→ Instructions for the task:
Once you reach the line with "Identify the location", copy it and every line after it exactly, up to the end of the data. Omit the pictures.

→ Data supplied:
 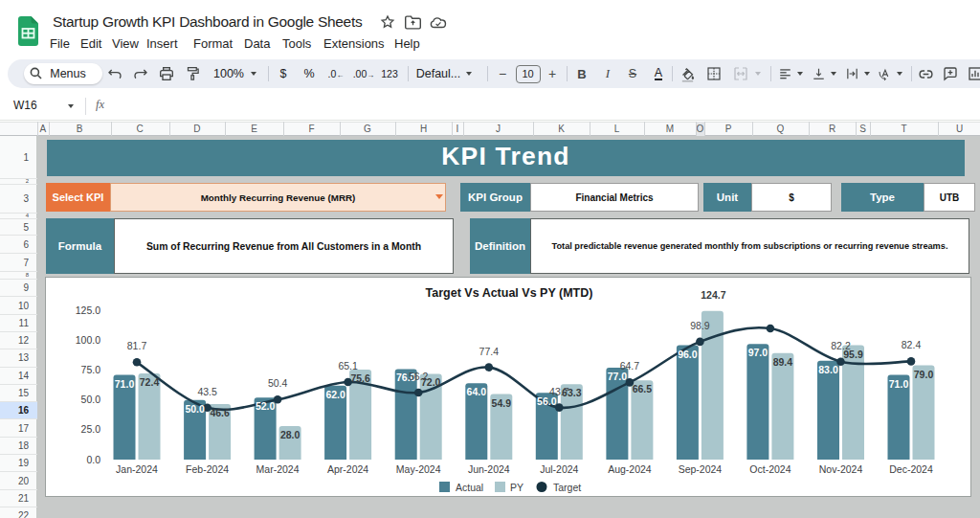 I want to click on svg-text: 100.0, so click(x=88, y=340).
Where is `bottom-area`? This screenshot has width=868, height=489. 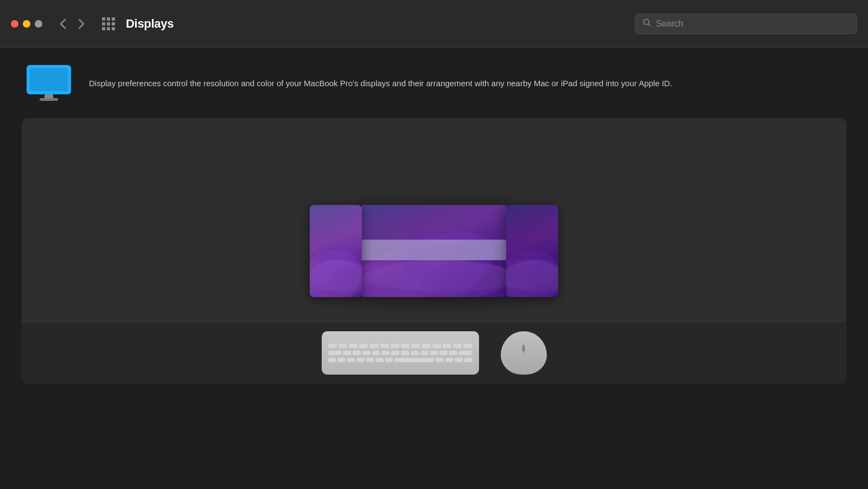 bottom-area is located at coordinates (434, 352).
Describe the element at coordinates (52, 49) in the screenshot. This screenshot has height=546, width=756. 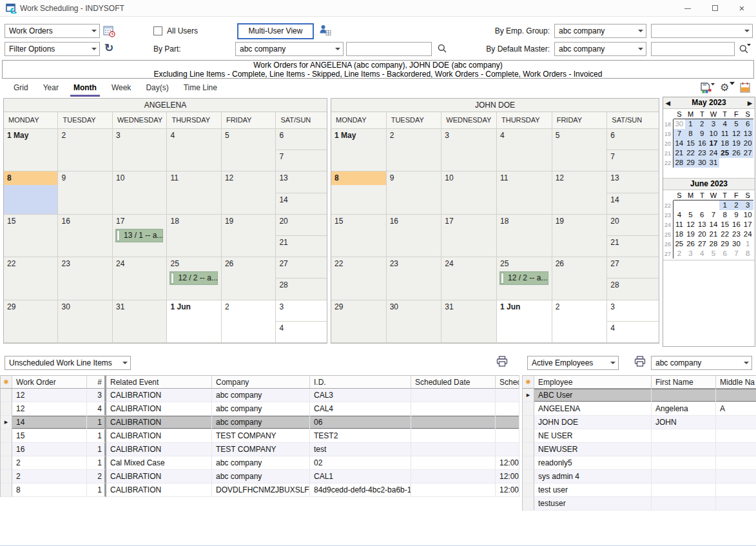
I see `filter-options-select: Filter Options` at that location.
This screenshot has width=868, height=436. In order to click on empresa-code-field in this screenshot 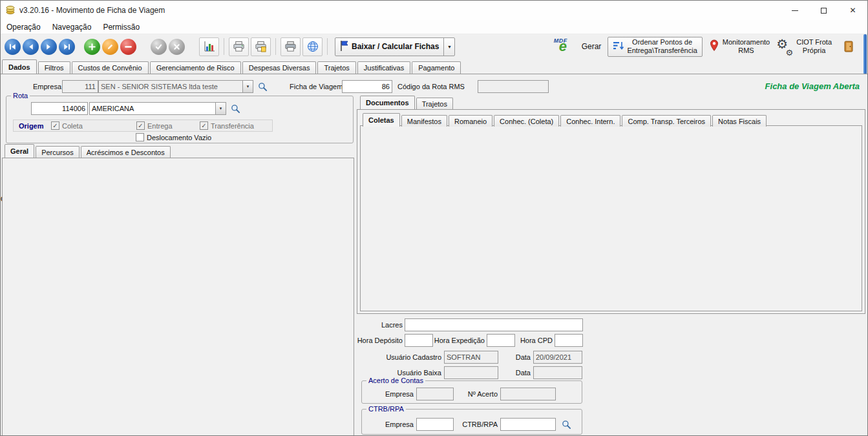, I will do `click(80, 87)`.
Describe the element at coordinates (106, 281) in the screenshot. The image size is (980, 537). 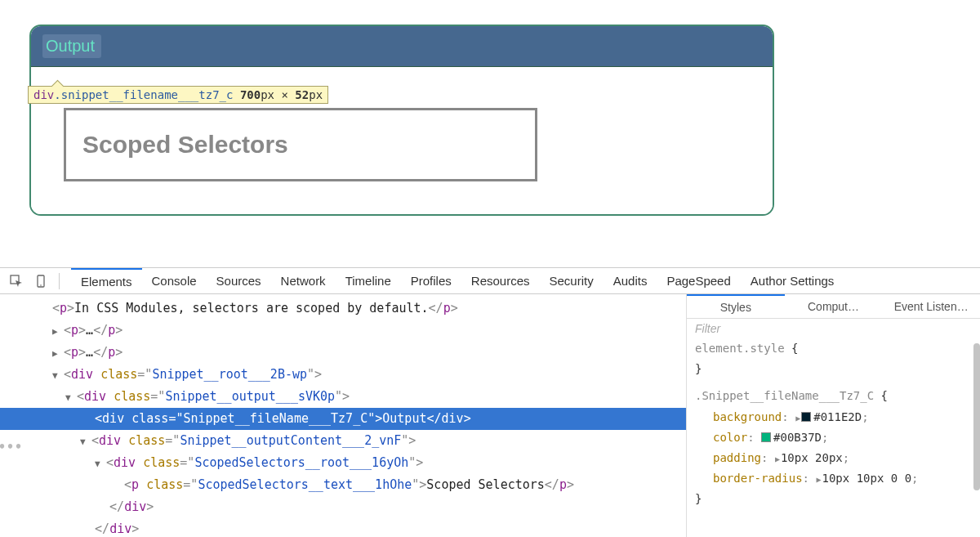
I see `devtools-tab-elements: Elements` at that location.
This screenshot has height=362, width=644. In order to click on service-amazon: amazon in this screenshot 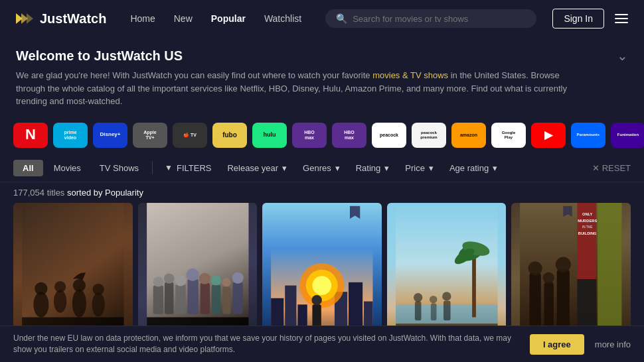, I will do `click(469, 135)`.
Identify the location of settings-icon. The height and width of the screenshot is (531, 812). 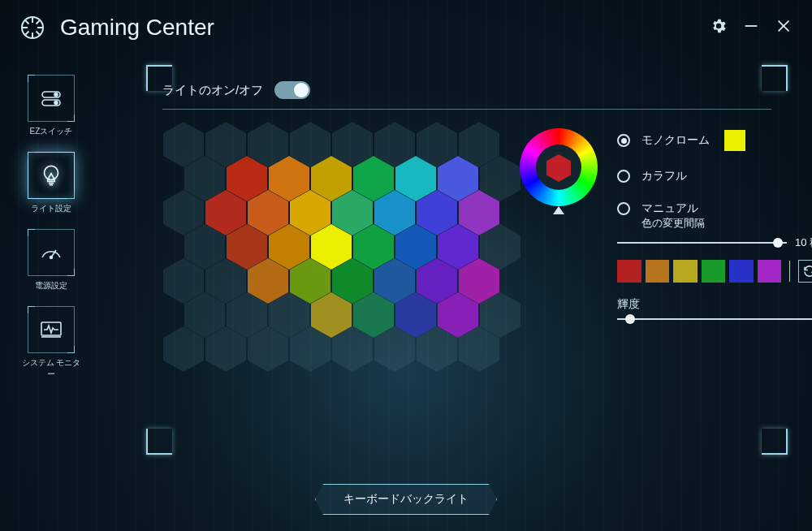
(719, 28).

→ Exercise output:
Identify the location of settings-icon. The height and width of the screenshot is (531, 812). 
(719, 28).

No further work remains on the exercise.